Jean-Michel Rabaté’s public lecture: Lessons from Horror ?

17 May 2024 - 16:00 / 17 May 2024 - 18:00



Professor Jean-Michel Rabaté’s public lecture:
Lessons from Horror ?
Time: 4pm, Friday, May 17, 2024
Location: Northrop Frye Hall Building, Room 113, 73 Queen’s Park Cres. E, Toronto

We live in a culture in which cruelty is accepted, and in which terrorism from all sides is predicated on a wish to teach a lesson to the others. Some worry about horror, violence, and mass murders: thus Maggie Nelson, in The Art of Cruelty, surveys contemporary displays of violence in the media, literature and art.

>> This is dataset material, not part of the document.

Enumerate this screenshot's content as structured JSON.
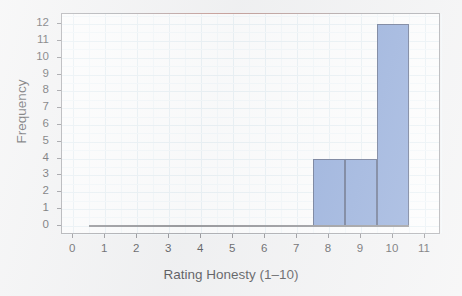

Thomas Hirschhorn critiques horror porn in “De-Pixelation” (Gladstone Gallery, 2017/18) by splicing images taken from recent conflicts, bodies ripped apart, with sexy publicity images. Nelson and Hirschhorn want viewers to acknowledge the ethical stakes hidden by the cruel spectacles that surround us. Indeed, horror movies attract and disturb, they seduce and repulse. I will offer examples suggesting that we can learn from horror by starting from a personal vignette to suggest that we should probe the instable link between esthetics and ethics. When horror mirrors systemic violence, it explodes the values underpinning institutions like the family (Texas Chainsaw Massacre) or colonialist violence and the genocides perpetrated in the name of civilization (Cannibal Holocaust). Horror forces us to confront the enjoyment stemming from the mixture of pain and pleasure that Lacan called jouissance, and whose roots might lie in Georges Bataille’s views on eroticism, sacrifice and religion (Martyrs). Such spectacles go beyond cruelty and mere gore. Derrida stated that that the problem of psychoanalysis is the persistence of cruelty in human beings, those archaic forms of aggression enduring by the pleasure one can find in pain. I will propose a theoretical site by combining these insights with theses derived from Jean-Luc Nancy’s Cruor and Touria Mignotte’s Cruelty, Sexuality, and the Unconscious in Psychoanalysis.

Jean-Michel Rabaté

Jean-Michel Rabaté, Professor of English and Comparative Literature at the University of Pennsylvania, co-editor of the Journal of Modern Literature, co-founder of Slought Foundation in Philadelphia, is a fellow of the American Academy of Arts and Sciences. He has authored or edited fifty books on modernism, psychoanalysis, philosophy and literary theory. Recent titles include Beckett and Sade (2020), Rire au Soleil: Lacan, les affects et la literature, (2019), Rires Prodigues: Rire et jouissance chez Marx, Freud et Kafka (2021),  James Joyce, Hérétique et Prodigue (2022) and Lacan l’irritant (2023). He has edited After Derrida (2018), New Beckett (2019), Understanding Derrida / Understanding Modernism (2019), Knots: Post-Lacanian Readings of literature and film (2020), Historical Modernisms (2022, with Angeliki Spiropolou) and Encounters with Soun-Gui Kim : Writings 1975-2021 (2022, with Aaron Levy). Forthcoming (Routledge, 2024): Lacan and psychoanalytic obsolescence: the importance of Lacan as an irritant.